Author: seabreeze
Date: 2018-03-13 22:23
Looks an awful lot like Alvin Batiste. Influenced by Ed and Herb Hall, Batiste started on the Albert System clarinet and later switched to Boehm. Cannonball Adderly once asked Alvin how he could manage to play so many different styles of music, and he replied that that's what you had to do in New Orleans. Batiste studied classical clarinet with Olando Tognozzi, an Opperman protege, played in an Army band, toured with Ray Charles, Freddie Hubbard, and Ron Carter, was friends with Ed Blackwell (Coltrane's drummer) and Ornette Coleman, and was directly influenced by Charlie Parker (whom he met on Parker's one and probably only engagement in New Orleans) and Sonny Stitt. Batiste developed his own bop and post-bop clarinet style, fully conscious of the New Orleans jazz tradition (he transcribed 21 of the Armstrong Hot Five and Hot Seven recordings). He could switch seamlessly from playing High Society to Coleman's "Lonely Woman," covering the history of jazz and not copying any other jazz clarinetist. He could play with a high energy rock group and fit right in or just as well accompany a church choir or appear in one of Wynton's groups. He played the Mozart Concerto too and it was all music to his ears.
I can't say 100% that this is Batiste, but the player closely resembles him.
The transparent Buffet threw me off. Don't ever recall Batiste playing one.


• _Task item_
Look through the material below and report every line that includes "title".

--- Dataset ---

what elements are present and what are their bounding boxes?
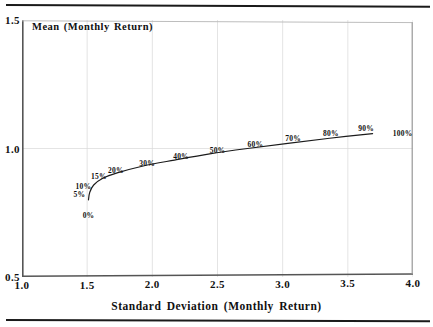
data-point-label: 40% <box>173 152 189 161</box>
x-tick-label: 2.0 <box>132 278 172 290</box>
data-point-label: 50% <box>210 145 226 154</box>
x-tick-label: 3.5 <box>328 277 368 289</box>
x-tick-label: 1.0 <box>2 279 42 291</box>
data-point-label: 90% <box>358 123 374 132</box>
bottom-divider-rule <box>6 319 430 322</box>
x-tick-label: 3.0 <box>263 278 303 290</box>
data-point-label: 0% <box>83 210 95 219</box>
data-point-label: 10% <box>75 181 91 190</box>
x-tick-label: 4.0 <box>393 277 433 289</box>
data-point-label: 20% <box>108 166 124 175</box>
data-point-label: 70% <box>285 134 301 143</box>
data-point-label: 5% <box>73 190 85 199</box>
x-tick-label: 2.5 <box>198 278 238 290</box>
y-tick-label: 1.5 <box>0 14 20 26</box>
y-axis-title: Mean (Monthly Return) <box>32 21 153 32</box>
data-point-label: 100% <box>393 129 413 138</box>
figure: Mean (Monthly Return) Standard Deviation… <box>0 0 433 327</box>
data-point-label: 80% <box>323 129 339 138</box>
top-divider-rule <box>6 4 430 8</box>
data-point-label: 60% <box>247 139 263 148</box>
data-point-label: 15% <box>91 172 107 181</box>
y-tick-label: 1.0 <box>0 143 20 155</box>
x-axis-title: Standard Deviation (Monthly Return) <box>0 300 433 312</box>
x-tick-label: 1.5 <box>67 279 107 291</box>
data-point-label: 30% <box>139 158 155 167</box>
frontier-curve <box>88 134 372 200</box>
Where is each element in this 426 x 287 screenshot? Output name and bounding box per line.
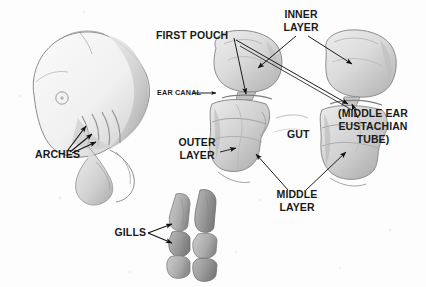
label-eustachian-line3: TUBE): [325, 134, 421, 145]
label-eustachian-line2: EUSTACHIAN: [325, 121, 421, 132]
label-arches: ARCHES: [6, 149, 80, 160]
label-inner-layer-line1: INNER: [265, 9, 337, 20]
label-middle-layer-line1: MIDDLE: [261, 189, 333, 200]
label-gut: GUT: [287, 129, 309, 140]
label-ear-canal: EAR CANAL: [157, 89, 201, 97]
label-outer-layer-line2: LAYER: [172, 150, 222, 161]
label-first-pouch: FIRST POUCH: [156, 30, 228, 41]
label-middle-layer-line2: LAYER: [261, 202, 333, 213]
diagram-figure: ARCHES GILLS FIRST POUCH EAR CANAL INNER…: [0, 0, 426, 287]
label-inner-layer-line2: LAYER: [265, 22, 337, 33]
label-gills: GILLS: [78, 227, 146, 238]
label-outer-layer-line1: OUTER: [172, 137, 222, 148]
label-eustachian-line1: (MIDDLE EAR: [325, 108, 421, 119]
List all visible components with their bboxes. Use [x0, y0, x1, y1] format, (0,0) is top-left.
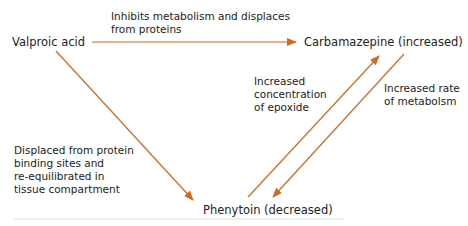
edge-label-line: re-equilibrated in	[14, 170, 134, 183]
edge-label-carbamazepine-phenytoin: Increased rate of metabolsm	[384, 82, 460, 108]
edge-label-line: of epoxide	[254, 101, 327, 114]
edge-label-line: Inhibits metabolism and displaces	[111, 10, 290, 23]
edge-label-phenytoin-carbamazepine: Increased concentration of epoxide	[254, 75, 327, 114]
node-valproic-acid: Valproic acid	[12, 36, 85, 49]
edge-label-line: tissue compartment	[14, 183, 134, 196]
edge-label-line: from proteins	[111, 23, 290, 36]
node-carbamazepine: Carbamazepine (increased)	[304, 36, 463, 49]
edge-label-valproic-carbamazepine: Inhibits metabolism and displaces from p…	[111, 10, 290, 36]
faint-footer-line	[14, 218, 344, 220]
edge-label-line: of metabolsm	[384, 95, 460, 108]
edge-label-valproic-phenytoin: Displaced from protein binding sites and…	[14, 144, 134, 196]
edge-label-line: Increased	[254, 75, 327, 88]
edge-label-line: concentration	[254, 88, 327, 101]
edge-label-line: binding sites and	[14, 157, 134, 170]
edge-label-line: Displaced from protein	[14, 144, 134, 157]
node-phenytoin: Phenytoin (decreased)	[203, 204, 333, 217]
edge-label-line: Increased rate	[384, 82, 460, 95]
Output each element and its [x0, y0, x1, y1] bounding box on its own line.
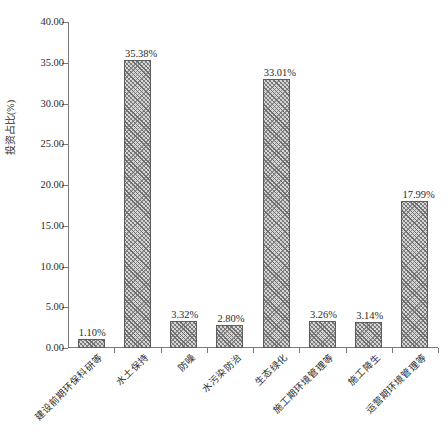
bar: 3.32%: [170, 321, 197, 348]
bar: 17.99%: [401, 201, 428, 348]
y-tick-label: 25.00: [40, 137, 64, 151]
y-axis-line: [68, 22, 69, 348]
y-axis-title: 投资占比(%): [2, 58, 17, 198]
bar-slot: 2.80%: [216, 22, 243, 348]
y-tick-label: 35.00: [40, 56, 64, 70]
bar-value-label: 33.01%: [264, 67, 296, 78]
bar-slot: 17.99%: [401, 22, 428, 348]
bar-slot: 1.10%: [78, 22, 105, 348]
bar-slot: 33.01%: [263, 22, 290, 348]
y-tick-label: 40.00: [40, 15, 64, 29]
bar: 33.01%: [263, 79, 290, 348]
x-tick-7: [392, 348, 393, 353]
bar-slot: 35.38%: [124, 22, 151, 348]
bar: 2.80%: [216, 325, 243, 348]
bar-value-label: 1.10%: [79, 327, 106, 338]
y-tick-label: 5.00: [46, 300, 64, 314]
bar: 3.26%: [309, 321, 336, 348]
y-tick-label: 30.00: [40, 97, 64, 111]
y-tick-label: 10.00: [40, 260, 64, 274]
bar-slot: 3.32%: [170, 22, 197, 348]
bar-value-label: 17.99%: [402, 189, 434, 200]
y-tick-label: 15.00: [40, 219, 64, 233]
x-tick-1: [114, 348, 115, 353]
bar: 3.14%: [355, 322, 382, 348]
bar-value-label: 3.14%: [356, 310, 383, 321]
x-category-label: 建设前期环保科研等: [0, 352, 105, 440]
bar-chart: 投资占比(%) 0.005.0010.0015.0020.0025.0030.0…: [0, 0, 448, 440]
x-tick-end: [438, 348, 439, 353]
x-tick-4: [253, 348, 254, 353]
y-tick-label: 20.00: [40, 178, 64, 192]
bar-value-label: 3.32%: [171, 309, 198, 320]
x-tick-3: [207, 348, 208, 353]
x-tick-5: [299, 348, 300, 353]
x-tick-2: [161, 348, 162, 353]
y-tick-label: 0.00: [46, 341, 64, 355]
bar-value-label: 35.38%: [125, 48, 157, 59]
bar: 35.38%: [124, 60, 151, 348]
bar-slot: 3.26%: [309, 22, 336, 348]
bar-value-label: 2.80%: [217, 313, 244, 324]
bar-value-label: 3.26%: [310, 309, 337, 320]
bar-slot: 3.14%: [355, 22, 382, 348]
x-tick-6: [346, 348, 347, 353]
plot-area: 0.005.0010.0015.0020.0025.0030.0035.0040…: [68, 22, 438, 348]
bar: 1.10%: [78, 339, 105, 348]
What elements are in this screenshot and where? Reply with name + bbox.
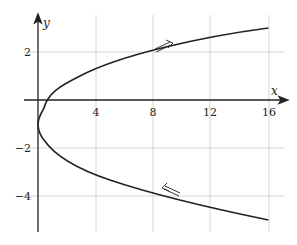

---

• _Problem solution_
y-axis-title: Mean (Monthly Return) <box>32 21 153 32</box>
x-axis-title: Standard Deviation (Monthly Return) <box>0 300 433 312</box>
y-axis-title: 投资占比(%): [2, 58, 17, 198]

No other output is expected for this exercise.